6 Jul 2026, Mon

Texas Classic Car Shop Owner Sentenced to 60 Years After $498K Engine Swap Fraud Scheme

a store filled with lots of luggage

Handing a beloved classic over to a restoration shop always requires a leap of faith for car enthusiasts. In Galveston County, Texas, that faith turned into a five-year nightmare for dozens of owners who trusted one shop with their most prized vehicles.

The Sentence and the Scope of the Fraud

Richard Thomas Finley, former operator of Classic American Street Rods in the San Leon–Bacliff area, has been sentenced to 60 years in prison after a jury convicted him of felony theft exceeding $300,000. According to the Galveston County District Attorney’s Office, Finley defrauded at least 72 victims between 2018 and 2023, collecting large upfront deposits for engine swaps that were never finished. The total amount stolen from customers topped $498,000.

The Pattern: Deposits, Delays, and Disappearing Parts

Finley marketed his shop as a one-stop solution for owners of classic vehicles who wanted to swap in newer, more reliable engines. Customers paid substantial deposits before any work began, and what followed, according to prosecutors, was a repeating cycle: prolonged delays, vague status updates, and shifting excuses that stretched months into years.

Trial evidence went further than simple non-performance. Investigators allege that parts were actually removed from customer vehicles and sold to other buyers, meaning some victims lost not just their deposits but original components off their own cars. Multiple victims testified that the engine swaps they paid for were never performed at all.

How Investigators Built the Case

The Galveston County Sheriff’s Office and the county’s Auto Crimes Task Force began digging into complaints and uncovered what prosecutors characterized as a systematic operation rather than a few isolated disputes. During the investigation, authorities recovered more than 20 classic vehicles and were able to return them to their rightful owners, though many victims had already lost years of progress and money regardless of getting their cars back.

Why the Sentence Stands Out

Restoration-shop fraud cases aren’t rare, but sentencing outcomes vary widely based on factors beyond the dollar amount alone. A New York restoration shop owner sentenced in November received just two years in prison despite prosecutors saying he fraudulently obtained more than $2.5 million, over five times the amount in the Texas case. The key difference appears to be victim count: 72 people in the Galveston case versus three in the New York matter, suggesting courts may weigh the breadth of harm as heavily as the total loss.

Why This Type of Fraud Is Hard to Catch Early

Classic car builds legitimately take years, which creates a gray area where delays can look normal even when nothing is happening. Customers typically rely on periodic updates and assurances rather than regular in-person inspections of their vehicle, and that dynamic is exactly what allowed Finley’s scheme to continue for half a decade before enforcement caught up.

For anyone considering a major restoration or engine swap, the case underscores some basic protective steps: written contracts with milestone-based payments rather than large upfront lump sums, requests for photo or video documentation at each stage, and periodic in-person visits to confirm the vehicle is actually on the shop’s property and being worked on. A 60-year sentence won’t undo the years some victims lost, but it does send a clear signal that courts are willing to treat large-scale restoration fraud as serious criminal conduct rather than a mere business dispute.

By Shawn Henry

Shawn Henry has been writing about cars long enough that it's less a job than a habit he can't shake. He covers a little of everything—classic machines, the newest tech, and wherever the industry happens to be heading—and he's the type who actually understands what's going on under the hood, not just how to describe it. Mostly, he just likes telling a good car story.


Task instructions →
Restate all of the entries exactly, dropping any pictures they hold.

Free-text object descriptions
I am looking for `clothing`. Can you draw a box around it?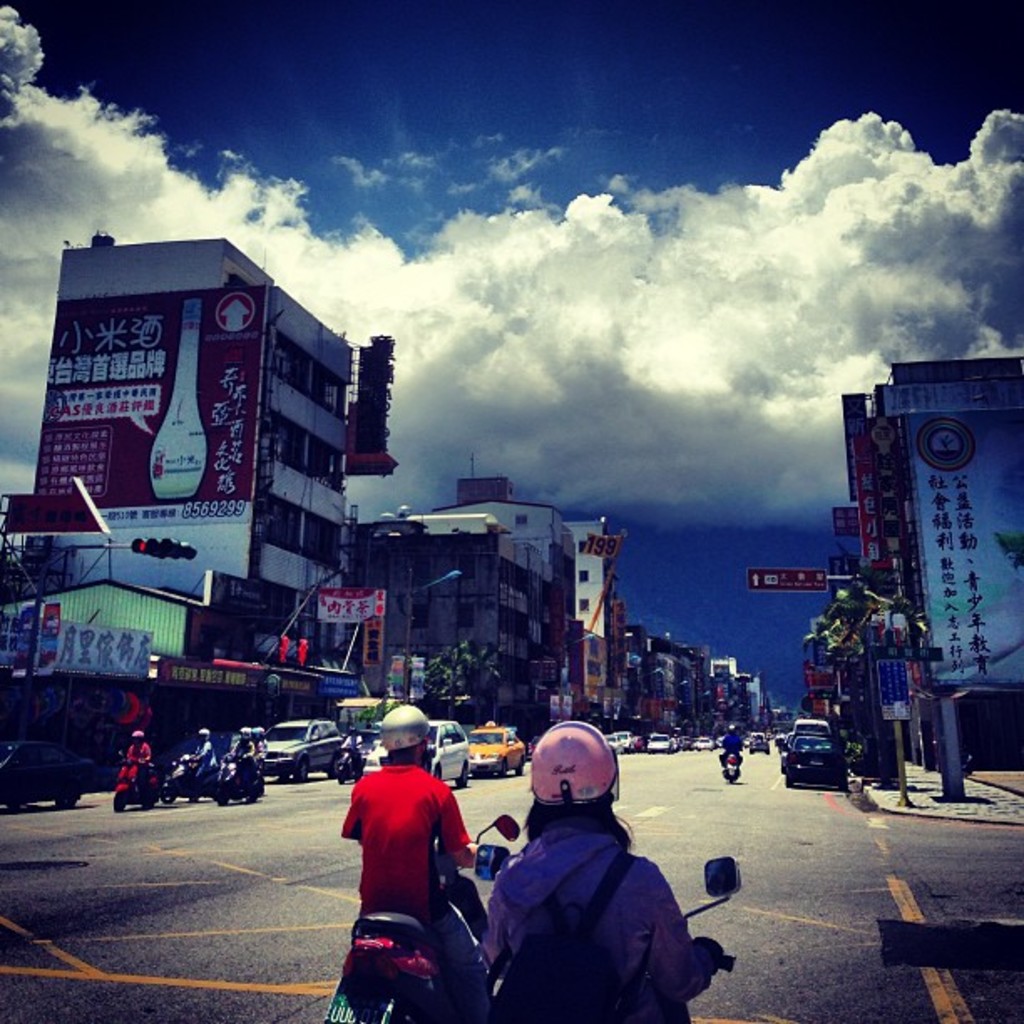
Sure, the bounding box is x1=482 y1=825 x2=714 y2=1022.
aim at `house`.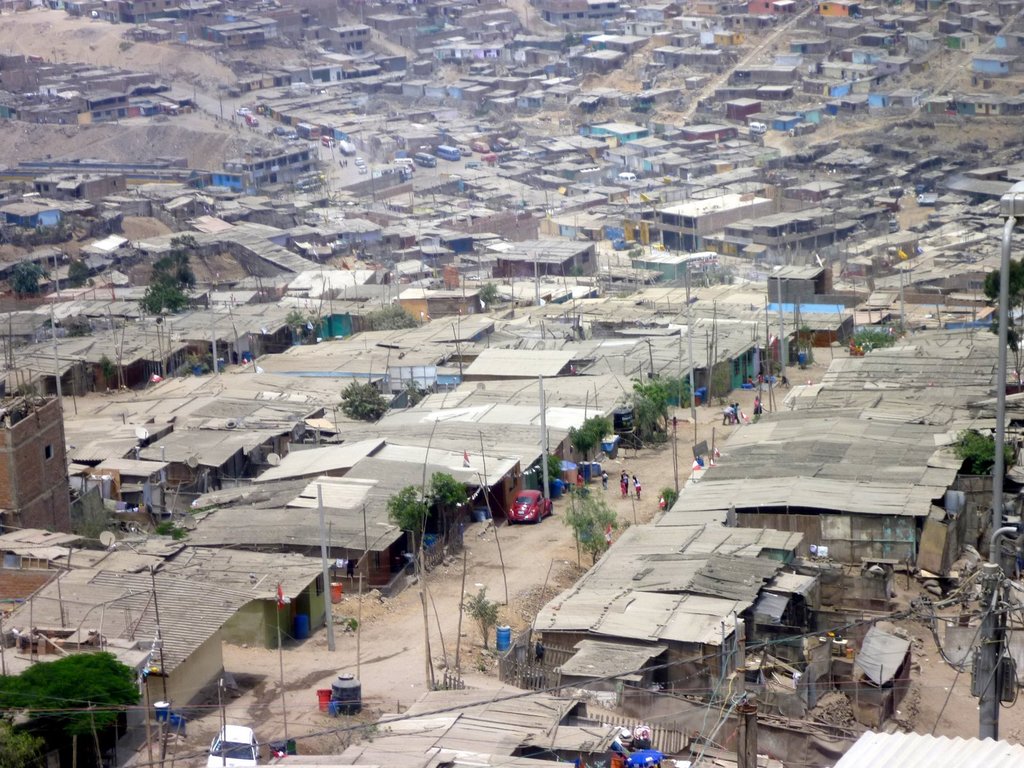
Aimed at {"x1": 463, "y1": 84, "x2": 488, "y2": 105}.
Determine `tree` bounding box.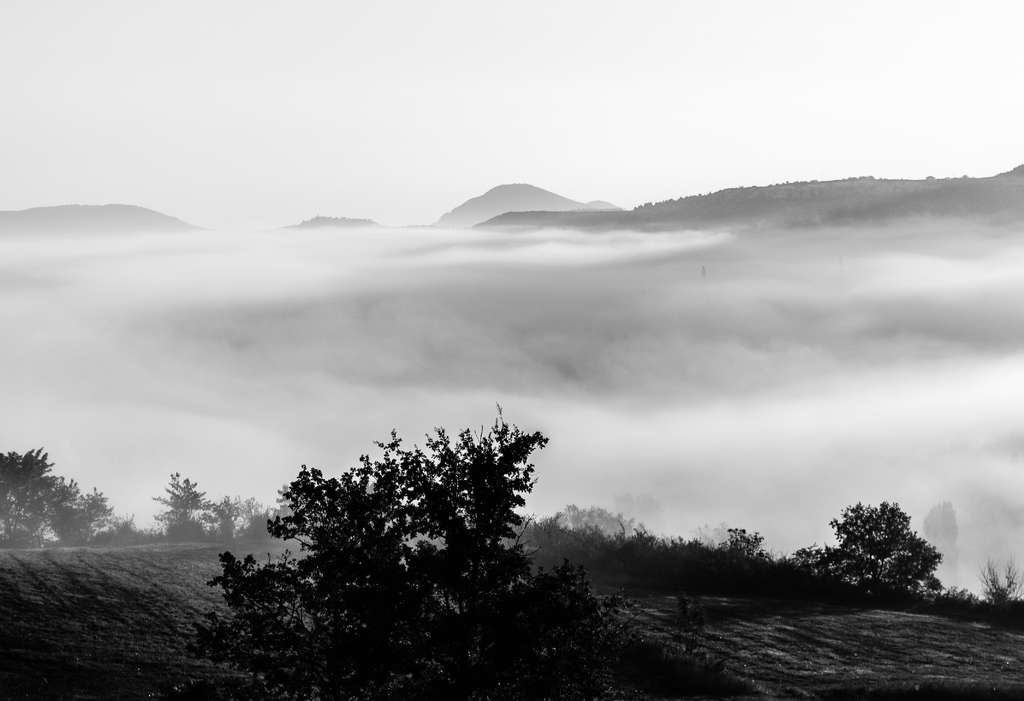
Determined: box=[150, 475, 216, 545].
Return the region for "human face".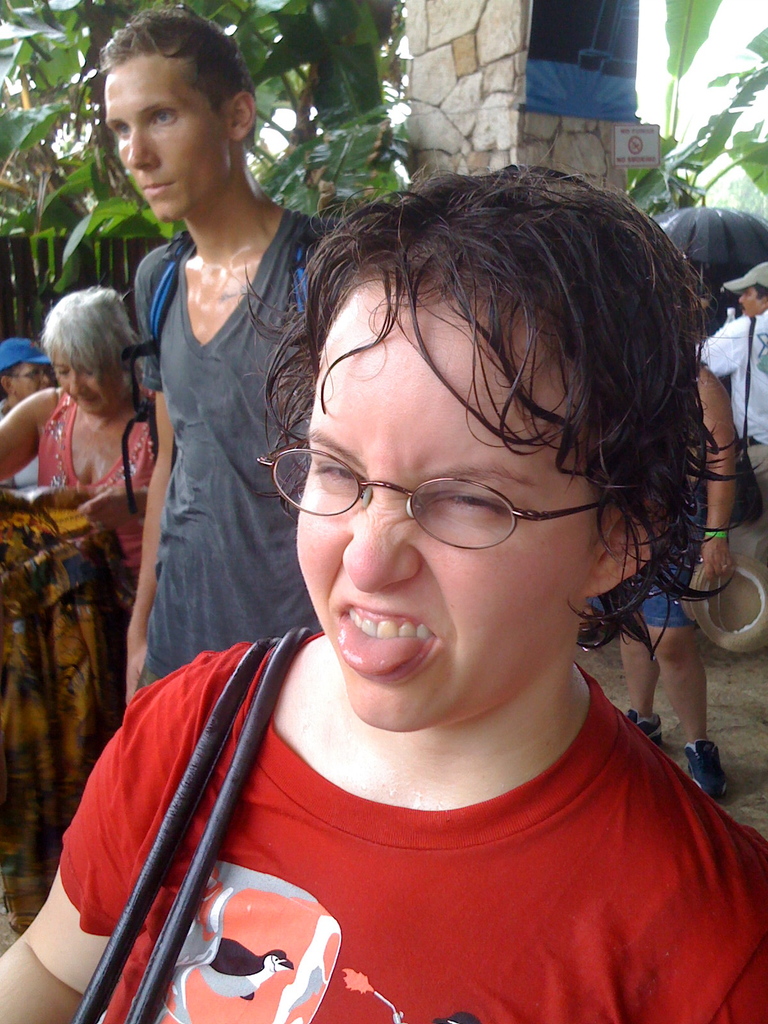
[292, 276, 610, 731].
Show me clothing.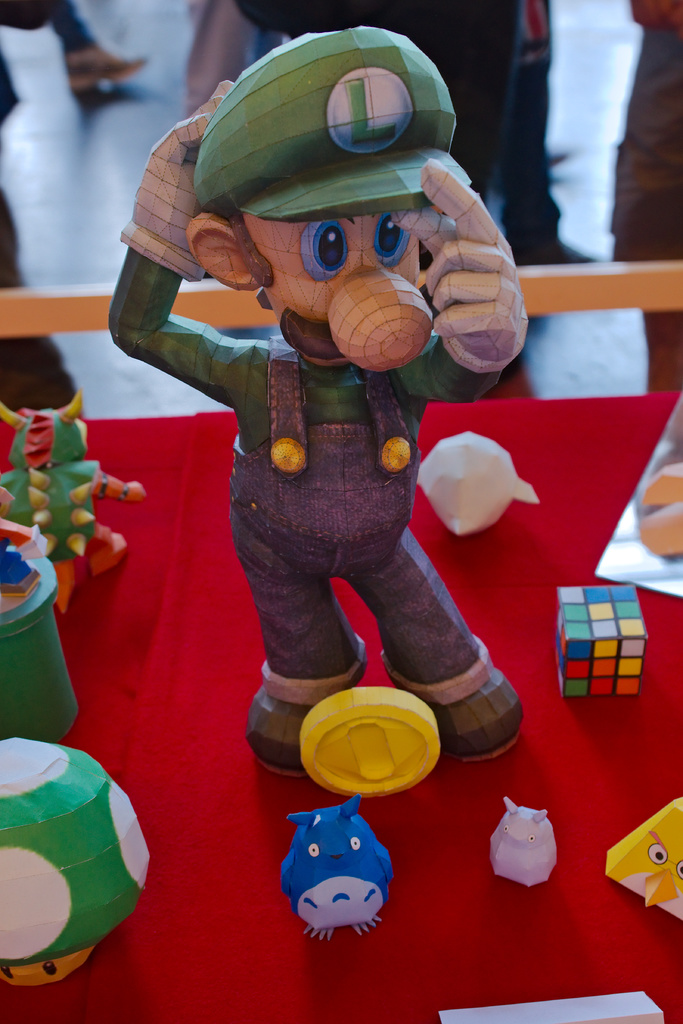
clothing is here: select_region(104, 81, 530, 705).
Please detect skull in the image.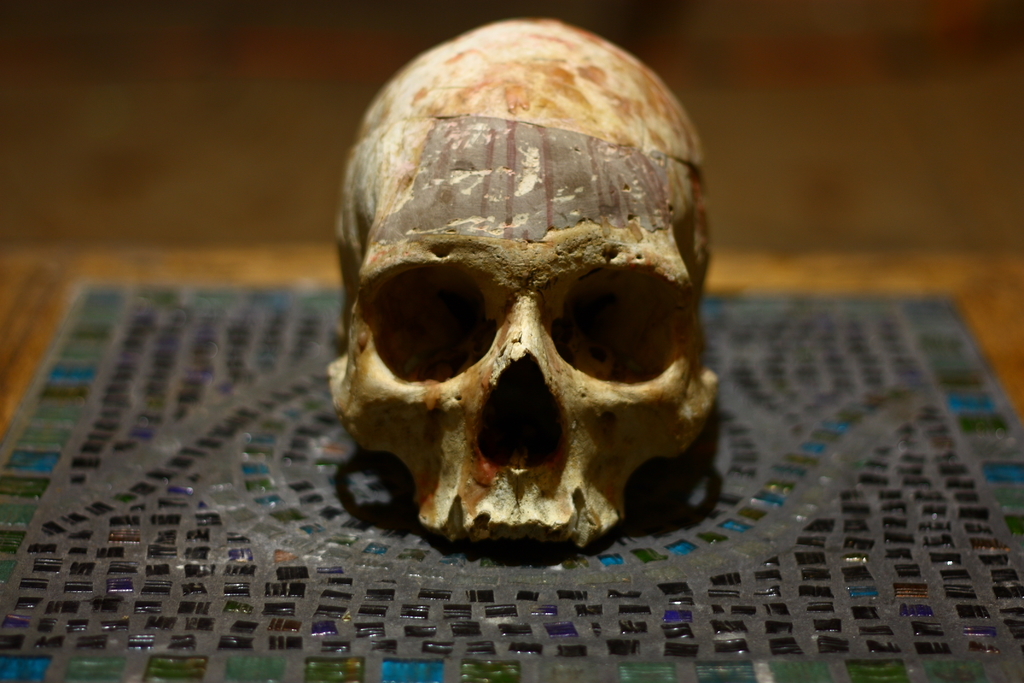
326/21/721/543.
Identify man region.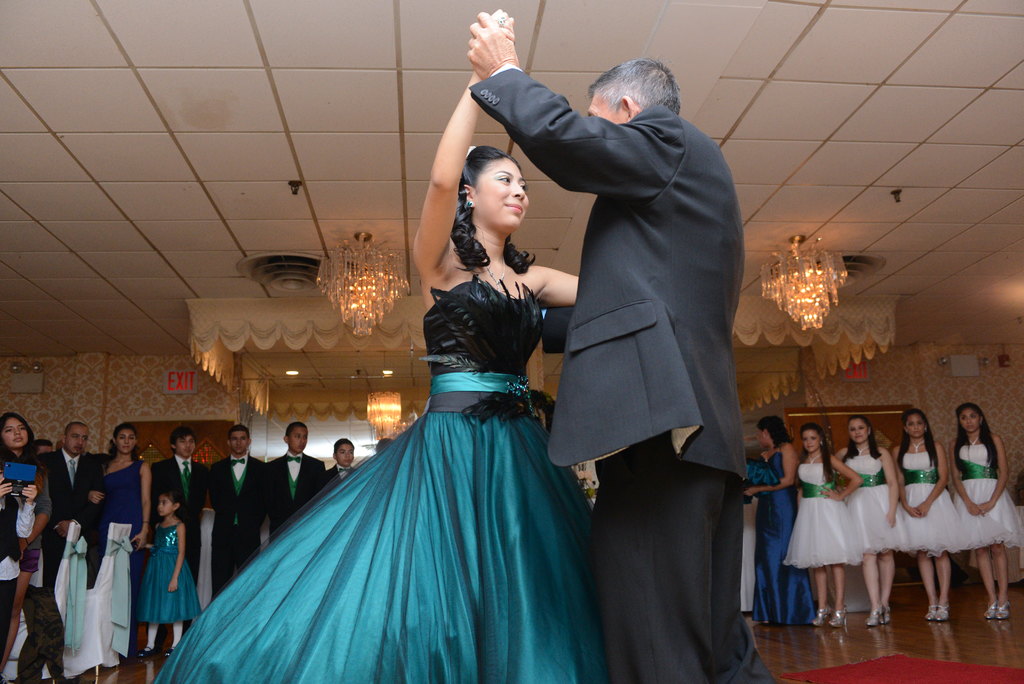
Region: <region>195, 422, 269, 592</region>.
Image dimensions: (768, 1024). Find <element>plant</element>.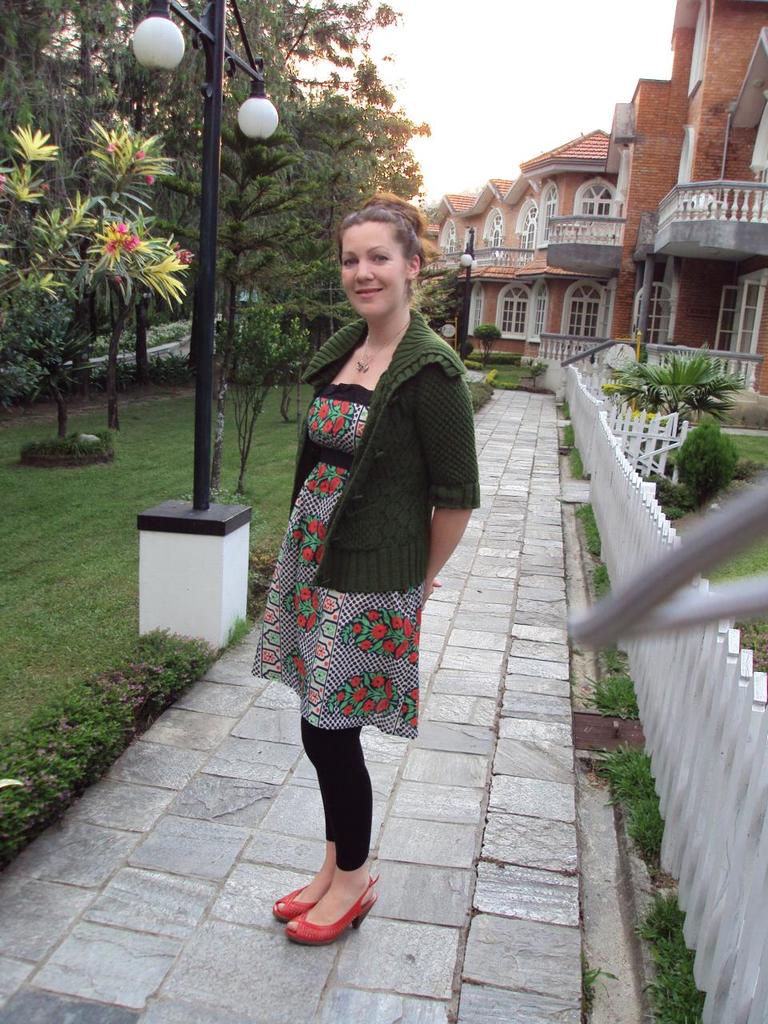
[656, 427, 767, 499].
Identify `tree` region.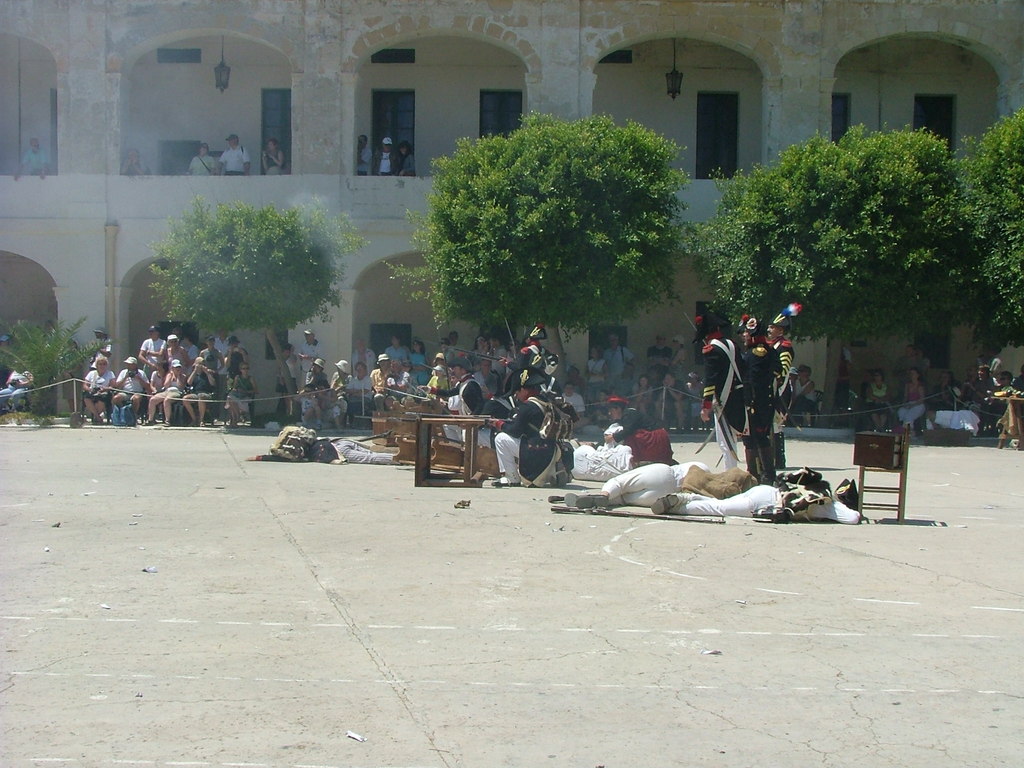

Solution to this problem →
I am looking for `clothing`. Can you draw a box around it?
Sure, the bounding box is x1=482 y1=825 x2=714 y2=1022.
aim at `house`.
Aimed at {"x1": 463, "y1": 84, "x2": 488, "y2": 105}.
Determine `tree` bounding box.
Determined: box=[150, 475, 216, 545].
Return the region for "human face".
[292, 276, 610, 731].
Show me clothing.
clothing is here: select_region(104, 81, 530, 705).
Please detect skull in the image.
326/21/721/543.
Identify man region.
Region: <region>195, 422, 269, 592</region>.
Image dimensions: (768, 1024). Find <element>plant</element>.
[656, 427, 767, 499].
Identify `tree` region.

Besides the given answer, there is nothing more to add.